The National Audit Office has begun reviewing aspects of the £2.3 billion NHS National Programme for IT (NPfIT) after having been contacted by a number of correspondents raising issues of concern.


A spokesperson for the NAO told E-Health Insider confirmed that the NAO has already established contact with the national programme and that high-level face-to-face meetings would follow soon. “We have already started speaking to the people running the project.”


They added: “The people we are talking to in the National programme are the people running the programme; it won’t be an intern who has been there three months.”


In a statement issued to E-Health insider, the NPfIT commented: "The NAO routinely explores areas to improve its understanding and knowledge of issues pertaining to the activities of Government departments or agencies.


“The National Programme for IT has been happy to work with the NAO to help increase its understanding of the National Programme and assist with their work. At this stage, the NAO is not gathering information for a full-scale value-for-money report that would go to Parliament."


The spokesperson stressed that such contact “was quite normal”, but said that details could not be given at this stage, about either the correspondence received, or the correspondents from whom it was sent. “It’s a rule we have to protect whistleblowers.”


News of the NAO’s involvement in reviewing the national programme was first reported in Computer Weekly this week, in a report which stated that the NAO would examine arrangements for managing high-level risks on the NPfIT and arrangements for gaining the local commitment of clinicians.


The report went on to say that the NAO planned to examine the "robustness of the business case" and funding requirements.


However, the NAO spokesperson contacted by E-Health Insider stressed: “What we are not doing at this stage is conducting a full Value for Money investigation.” In the eventuality that any review did lead to a full VFM investigation it could threaten the extremely tight procurement timetable.


All VFM investigations by the NAO are presented to the powerful Commons Public Accounts Committee, who would usually hold a hearing and call leading civil servants from the government department concerned. “Their recommendations and findings have to be answered point by point,” said the NAO spokesperson.


The most recent NAO investigation of a large public sector IT project that led to the publication of a VFM report was the highly critical January 2002 report into the Libra IT systems for magistrates courts.


Currently the five-stage Government Gateway Review process, run by the Treasury’s Office of Government Commerce (OGC), provides the main mechanism for external scrutiny of the NPfIT and its constituent parts. In a written statement the NPfIT reaffirmed that “All elements of the National Programme for IT are subject to OGC Gateway reviews…”


The most critical stage of the Gateway Review process facing the NPfIT is Gateway 3 where the actual investment decision is made, which then enables contract award and subsequent implementation.


To date Integrated Care Records Service (ICRS), e-booking and the N3 replacement of NHSnet programmes have all completed OGC Gateway two; while the NHSmail programme has completed OGC Gateway four. “The electronic transfer of prescriptions and primary care programmes will shortly have their first Gateway reviews,” stated the NPfIT.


Task statement => Counting only the lines below that contain the word "Gini", what is the total? Give it with no other words.

[Data tied to figure images]
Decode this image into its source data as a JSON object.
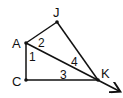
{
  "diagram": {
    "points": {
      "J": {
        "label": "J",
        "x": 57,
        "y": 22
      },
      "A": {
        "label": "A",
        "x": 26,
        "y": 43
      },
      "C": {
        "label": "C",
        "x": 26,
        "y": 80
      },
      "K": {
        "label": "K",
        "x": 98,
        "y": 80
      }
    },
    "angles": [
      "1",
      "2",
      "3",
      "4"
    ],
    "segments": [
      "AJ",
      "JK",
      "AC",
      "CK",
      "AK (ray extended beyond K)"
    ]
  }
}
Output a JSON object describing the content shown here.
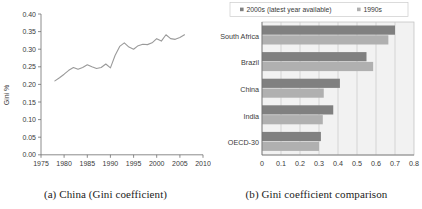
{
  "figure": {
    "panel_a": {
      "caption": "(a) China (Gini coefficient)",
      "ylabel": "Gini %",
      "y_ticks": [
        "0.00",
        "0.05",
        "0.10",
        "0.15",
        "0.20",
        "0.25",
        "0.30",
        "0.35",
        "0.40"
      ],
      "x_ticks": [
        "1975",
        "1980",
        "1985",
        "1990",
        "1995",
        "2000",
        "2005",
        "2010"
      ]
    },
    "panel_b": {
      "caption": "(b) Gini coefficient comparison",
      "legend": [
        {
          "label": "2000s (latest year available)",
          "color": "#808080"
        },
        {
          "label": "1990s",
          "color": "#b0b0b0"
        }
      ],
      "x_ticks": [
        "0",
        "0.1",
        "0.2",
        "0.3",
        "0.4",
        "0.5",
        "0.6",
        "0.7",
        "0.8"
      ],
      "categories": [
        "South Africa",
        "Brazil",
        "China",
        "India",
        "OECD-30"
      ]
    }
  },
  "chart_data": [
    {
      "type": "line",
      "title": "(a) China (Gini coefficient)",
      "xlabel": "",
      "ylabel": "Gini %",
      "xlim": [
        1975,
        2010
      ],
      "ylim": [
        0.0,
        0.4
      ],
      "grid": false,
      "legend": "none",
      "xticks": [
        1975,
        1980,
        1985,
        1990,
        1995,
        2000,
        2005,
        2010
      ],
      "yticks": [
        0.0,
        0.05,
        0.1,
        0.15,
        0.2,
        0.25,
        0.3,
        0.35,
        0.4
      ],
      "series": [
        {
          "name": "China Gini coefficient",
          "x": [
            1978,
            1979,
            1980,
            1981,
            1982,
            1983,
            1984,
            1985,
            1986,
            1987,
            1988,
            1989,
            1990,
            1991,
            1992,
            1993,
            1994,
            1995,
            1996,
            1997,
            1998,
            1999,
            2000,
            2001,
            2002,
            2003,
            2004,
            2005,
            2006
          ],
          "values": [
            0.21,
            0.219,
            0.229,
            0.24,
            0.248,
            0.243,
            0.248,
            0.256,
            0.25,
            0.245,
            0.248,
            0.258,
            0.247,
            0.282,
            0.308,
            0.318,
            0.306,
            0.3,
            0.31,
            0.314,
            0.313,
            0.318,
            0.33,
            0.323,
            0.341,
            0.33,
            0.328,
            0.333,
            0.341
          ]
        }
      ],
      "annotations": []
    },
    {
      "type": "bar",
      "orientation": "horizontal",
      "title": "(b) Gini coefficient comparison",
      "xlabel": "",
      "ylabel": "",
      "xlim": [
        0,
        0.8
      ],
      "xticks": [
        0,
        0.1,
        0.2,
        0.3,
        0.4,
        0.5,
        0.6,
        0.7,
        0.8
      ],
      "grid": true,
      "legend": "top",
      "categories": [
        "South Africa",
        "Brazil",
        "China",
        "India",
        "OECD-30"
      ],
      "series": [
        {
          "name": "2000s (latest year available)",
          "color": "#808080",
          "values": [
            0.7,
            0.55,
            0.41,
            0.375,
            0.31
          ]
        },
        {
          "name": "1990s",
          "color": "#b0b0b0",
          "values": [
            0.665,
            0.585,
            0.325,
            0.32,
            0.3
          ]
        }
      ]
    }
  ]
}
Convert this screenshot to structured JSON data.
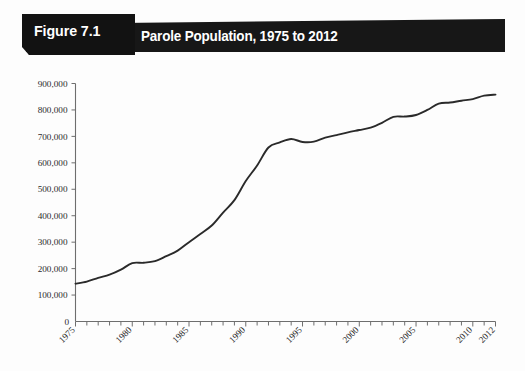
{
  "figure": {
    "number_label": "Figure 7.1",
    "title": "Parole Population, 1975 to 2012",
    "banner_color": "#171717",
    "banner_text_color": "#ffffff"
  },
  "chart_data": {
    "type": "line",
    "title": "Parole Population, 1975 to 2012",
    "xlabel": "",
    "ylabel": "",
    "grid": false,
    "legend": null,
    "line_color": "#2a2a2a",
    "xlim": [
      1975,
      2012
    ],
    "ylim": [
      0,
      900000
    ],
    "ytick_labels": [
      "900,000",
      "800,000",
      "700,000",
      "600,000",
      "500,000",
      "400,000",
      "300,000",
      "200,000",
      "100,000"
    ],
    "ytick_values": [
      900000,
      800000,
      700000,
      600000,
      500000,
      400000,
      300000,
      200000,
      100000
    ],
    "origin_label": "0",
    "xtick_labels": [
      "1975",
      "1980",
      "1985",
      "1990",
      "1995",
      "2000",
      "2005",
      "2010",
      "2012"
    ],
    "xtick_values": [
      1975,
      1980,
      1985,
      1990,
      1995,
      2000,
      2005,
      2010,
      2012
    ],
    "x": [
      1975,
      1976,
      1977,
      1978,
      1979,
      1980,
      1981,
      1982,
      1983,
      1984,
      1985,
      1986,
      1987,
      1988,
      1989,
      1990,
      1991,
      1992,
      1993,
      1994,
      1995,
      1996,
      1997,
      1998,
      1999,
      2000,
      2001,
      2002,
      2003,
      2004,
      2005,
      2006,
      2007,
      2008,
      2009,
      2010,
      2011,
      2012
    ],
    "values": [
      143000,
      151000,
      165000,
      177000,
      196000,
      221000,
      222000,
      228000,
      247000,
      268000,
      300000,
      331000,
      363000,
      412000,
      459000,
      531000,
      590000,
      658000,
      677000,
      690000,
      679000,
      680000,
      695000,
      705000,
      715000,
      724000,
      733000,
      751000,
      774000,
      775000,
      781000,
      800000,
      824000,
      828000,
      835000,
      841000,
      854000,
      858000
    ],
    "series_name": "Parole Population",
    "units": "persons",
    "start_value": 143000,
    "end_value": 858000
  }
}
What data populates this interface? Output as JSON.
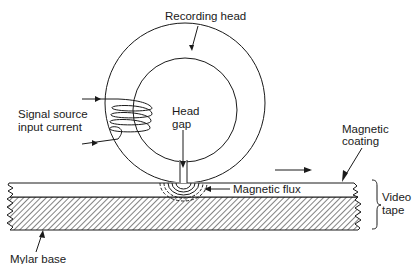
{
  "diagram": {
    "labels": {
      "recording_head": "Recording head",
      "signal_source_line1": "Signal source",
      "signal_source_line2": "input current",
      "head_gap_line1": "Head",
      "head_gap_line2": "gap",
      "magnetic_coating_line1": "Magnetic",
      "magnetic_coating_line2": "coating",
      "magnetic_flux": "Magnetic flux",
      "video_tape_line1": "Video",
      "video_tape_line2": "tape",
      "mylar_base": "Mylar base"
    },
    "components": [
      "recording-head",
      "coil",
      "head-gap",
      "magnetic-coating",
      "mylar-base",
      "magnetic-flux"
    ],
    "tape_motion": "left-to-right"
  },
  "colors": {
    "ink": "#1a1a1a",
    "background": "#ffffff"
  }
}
* * *
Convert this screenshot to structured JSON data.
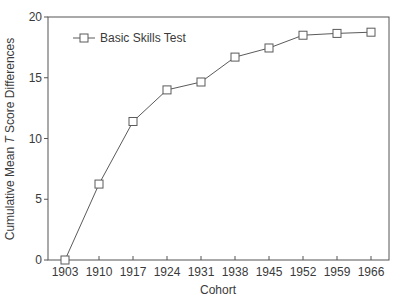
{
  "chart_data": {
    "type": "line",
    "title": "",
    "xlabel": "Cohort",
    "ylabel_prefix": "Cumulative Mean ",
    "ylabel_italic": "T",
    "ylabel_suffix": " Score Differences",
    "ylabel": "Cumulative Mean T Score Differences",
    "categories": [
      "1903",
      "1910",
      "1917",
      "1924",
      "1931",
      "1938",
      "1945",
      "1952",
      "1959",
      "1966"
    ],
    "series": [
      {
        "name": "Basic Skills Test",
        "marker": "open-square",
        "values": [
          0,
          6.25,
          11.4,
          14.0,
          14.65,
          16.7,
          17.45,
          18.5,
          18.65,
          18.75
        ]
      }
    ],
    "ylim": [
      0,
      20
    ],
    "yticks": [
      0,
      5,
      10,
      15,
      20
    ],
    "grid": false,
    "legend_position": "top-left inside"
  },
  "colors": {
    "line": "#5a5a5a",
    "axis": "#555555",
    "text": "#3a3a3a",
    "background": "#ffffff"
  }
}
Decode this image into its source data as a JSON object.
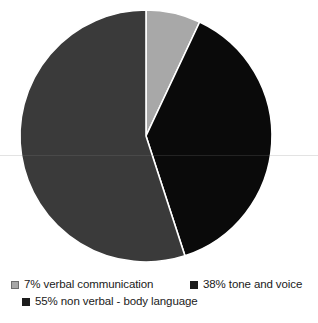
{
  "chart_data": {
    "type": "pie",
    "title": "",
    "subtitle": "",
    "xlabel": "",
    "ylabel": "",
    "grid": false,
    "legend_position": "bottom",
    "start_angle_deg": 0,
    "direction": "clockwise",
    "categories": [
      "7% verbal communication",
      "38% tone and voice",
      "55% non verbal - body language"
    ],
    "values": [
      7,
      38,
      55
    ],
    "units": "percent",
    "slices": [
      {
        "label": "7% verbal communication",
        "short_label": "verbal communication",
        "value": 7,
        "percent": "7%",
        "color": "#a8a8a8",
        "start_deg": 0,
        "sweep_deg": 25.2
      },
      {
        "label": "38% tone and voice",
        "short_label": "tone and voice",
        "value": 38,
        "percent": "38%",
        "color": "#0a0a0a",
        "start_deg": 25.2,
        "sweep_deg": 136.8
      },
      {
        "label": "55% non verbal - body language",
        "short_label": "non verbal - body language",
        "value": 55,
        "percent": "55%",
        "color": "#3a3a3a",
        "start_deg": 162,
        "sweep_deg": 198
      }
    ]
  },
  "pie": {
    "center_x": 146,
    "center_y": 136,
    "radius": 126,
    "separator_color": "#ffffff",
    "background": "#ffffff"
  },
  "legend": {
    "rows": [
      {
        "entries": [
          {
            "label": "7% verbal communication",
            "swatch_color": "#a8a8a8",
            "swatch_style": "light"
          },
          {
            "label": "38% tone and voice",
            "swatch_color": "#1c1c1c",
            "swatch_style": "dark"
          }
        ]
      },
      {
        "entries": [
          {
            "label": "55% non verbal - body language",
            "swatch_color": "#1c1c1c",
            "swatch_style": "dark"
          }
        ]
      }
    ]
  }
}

Result below => 7